Saturday, December 16, 2023

What can we say March 31? Easter Sunday

    I can never decide if preaching Easter is one fabulous moment, or a vaguely monotonous drudgery. I mean, it’s Easter. No greater day could be to preach. And yet, they come  - in droves! – yet inoculated against the radical truth of the day, thinking it’s that All Dogs Go To Heaven, that it’s all about flowers and pretty dresses, the flowers blooming in Spring. We’re fortunate – maybe – this year in that Easter is early enough that all may not yet be in bloom.

   I can only point you to two earlier posts on prior Easter Sundays, this one focused on Kavin Rowe’s Christianity’s Surprise – and then this one, that attends to the fact that Easter was “after the Sabbath.”

   Friends, preach well – which is only fitting – on Easter. But don’t be exasperated if, afterwards, the response is a bit tepid. So it was for the first proclaimers of the astonishingly good news.

   I would add, to what I link you to above, this. St. Augustine tantalizingly wrote, "The more you love to be, the more you will desire eternal life." We love to be - even the unhappy, or those bearing chronic pain. We know we are made for eternity - for God would not have made us with this love for be-ing for any other reason.

    How do we appeal to that to draw people toward eternity? And why then does our living matter? I just saw the best movie I've seen in years: One Life - the story of Nicky Winton (played masterfully by the aged Anthony Hopkins!), a businessman in Prague who figured out how to save not just a few, but 669 Jewish children on the brink of the Holocaust. No spoiler alerts - but oh my gosh, how moving, one life, courageously and creatively saving life. At the climax, the credits say 6,000 people owed their lives to Winton. How many owe our lives to Christ? What do we then do?

   We can ask why God bothered to get involved in our dying... In Kristin Hannah's lovely new novel, The Women, she repeatedly pictures combat nurses in Vietnam sitting with soldiers dying far from home. They hold his hand, and soothingly say "You're not alone." So crucial - and so Jesus-like. The Gospel is less Oh, you get to go straight to heaven! and more You are not alone.

   Recently I attended the funeral of my friend, Jean Ford, Billy Graham's little sister. Her grandchildren sang "Heaven came down..." which was sung and quoted at her brother's funeral. Notice it's not We go to heaven - but heaven came down, to us, and claimed us, assumed us, collected us. Review this song - an oldie I'd not pondered for many years. Isn't Easter Heaven coming down to us?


■ The task
Output the full listing word for word.

■ Data extracts
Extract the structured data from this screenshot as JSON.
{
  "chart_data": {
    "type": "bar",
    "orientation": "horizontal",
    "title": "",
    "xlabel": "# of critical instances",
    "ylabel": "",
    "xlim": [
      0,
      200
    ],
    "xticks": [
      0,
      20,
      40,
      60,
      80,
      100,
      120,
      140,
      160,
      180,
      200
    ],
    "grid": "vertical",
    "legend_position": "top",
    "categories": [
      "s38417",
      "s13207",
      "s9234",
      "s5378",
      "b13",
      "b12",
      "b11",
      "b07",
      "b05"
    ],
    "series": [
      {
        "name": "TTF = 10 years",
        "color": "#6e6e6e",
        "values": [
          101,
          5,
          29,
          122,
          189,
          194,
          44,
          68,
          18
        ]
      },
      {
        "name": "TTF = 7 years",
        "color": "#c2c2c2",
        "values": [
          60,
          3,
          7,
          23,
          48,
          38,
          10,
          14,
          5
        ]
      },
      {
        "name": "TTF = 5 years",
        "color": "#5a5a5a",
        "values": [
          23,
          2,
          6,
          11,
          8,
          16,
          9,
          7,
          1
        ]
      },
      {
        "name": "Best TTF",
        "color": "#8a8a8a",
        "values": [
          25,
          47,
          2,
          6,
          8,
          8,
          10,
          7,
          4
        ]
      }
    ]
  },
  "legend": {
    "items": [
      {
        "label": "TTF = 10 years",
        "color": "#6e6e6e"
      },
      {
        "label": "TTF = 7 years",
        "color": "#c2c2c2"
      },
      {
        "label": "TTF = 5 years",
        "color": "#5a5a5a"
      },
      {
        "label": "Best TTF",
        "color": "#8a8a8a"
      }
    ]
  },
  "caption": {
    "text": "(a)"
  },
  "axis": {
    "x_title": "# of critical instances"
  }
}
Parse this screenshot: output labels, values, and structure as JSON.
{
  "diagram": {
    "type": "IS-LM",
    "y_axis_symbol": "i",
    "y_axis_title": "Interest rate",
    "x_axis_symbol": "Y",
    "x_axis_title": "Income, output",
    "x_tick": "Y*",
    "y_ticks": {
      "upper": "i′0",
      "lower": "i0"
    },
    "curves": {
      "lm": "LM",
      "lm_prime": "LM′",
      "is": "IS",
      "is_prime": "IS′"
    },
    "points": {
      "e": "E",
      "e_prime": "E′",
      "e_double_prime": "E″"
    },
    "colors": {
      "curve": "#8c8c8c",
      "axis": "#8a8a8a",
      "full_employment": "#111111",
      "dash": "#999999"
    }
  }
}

■ Completed task
Extract the structured data from this screenshot as JSON.
{
  "chart_data": {
    "type": "bar",
    "orientation": "horizontal",
    "title": "",
    "xlabel": "# of critical instances",
    "ylabel": "",
    "xlim": [
      0,
      200
    ],
    "xticks": [
      0,
      20,
      40,
      60,
      80,
      100,
      120,
      140,
      160,
      180,
      200
    ],
    "grid": "vertical",
    "legend_position": "top",
    "categories": [
      "s38417",
      "s13207",
      "s9234",
      "s5378",
      "b13",
      "b12",
      "b11",
      "b07",
      "b05"
    ],
    "series": [
      {
        "name": "TTF = 10 years",
        "color": "#6e6e6e",
        "values": [
          101,
          5,
          29,
          122,
          189,
          194,
          44,
          68,
          18
        ]
      },
      {
        "name": "TTF = 7 years",
        "color": "#c2c2c2",
        "values": [
          60,
          3,
          7,
          23,
          48,
          38,
          10,
          14,
          5
        ]
      },
      {
        "name": "TTF = 5 years",
        "color": "#5a5a5a",
        "values": [
          23,
          2,
          6,
          11,
          8,
          16,
          9,
          7,
          1
        ]
      },
      {
        "name": "Best TTF",
        "color": "#8a8a8a",
        "values": [
          25,
          47,
          2,
          6,
          8,
          8,
          10,
          7,
          4
        ]
      }
    ]
  },
  "legend": {
    "items": [
      {
        "label": "TTF = 10 years",
        "color": "#6e6e6e"
      },
      {
        "label": "TTF = 7 years",
        "color": "#c2c2c2"
      },
      {
        "label": "TTF = 5 years",
        "color": "#5a5a5a"
      },
      {
        "label": "Best TTF",
        "color": "#8a8a8a"
      }
    ]
  },
  "caption": {
    "text": "(a)"
  },
  "axis": {
    "x_title": "# of critical instances"
  }
}
Parse this screenshot: output labels, values, and structure as JSON.
{
  "diagram": {
    "type": "IS-LM",
    "y_axis_symbol": "i",
    "y_axis_title": "Interest rate",
    "x_axis_symbol": "Y",
    "x_axis_title": "Income, output",
    "x_tick": "Y*",
    "y_ticks": {
      "upper": "i′0",
      "lower": "i0"
    },
    "curves": {
      "lm": "LM",
      "lm_prime": "LM′",
      "is": "IS",
      "is_prime": "IS′"
    },
    "points": {
      "e": "E",
      "e_prime": "E′",
      "e_double_prime": "E″"
    },
    "colors": {
      "curve": "#8c8c8c",
      "axis": "#8a8a8a",
      "full_employment": "#111111",
      "dash": "#999999"
    }
  }
}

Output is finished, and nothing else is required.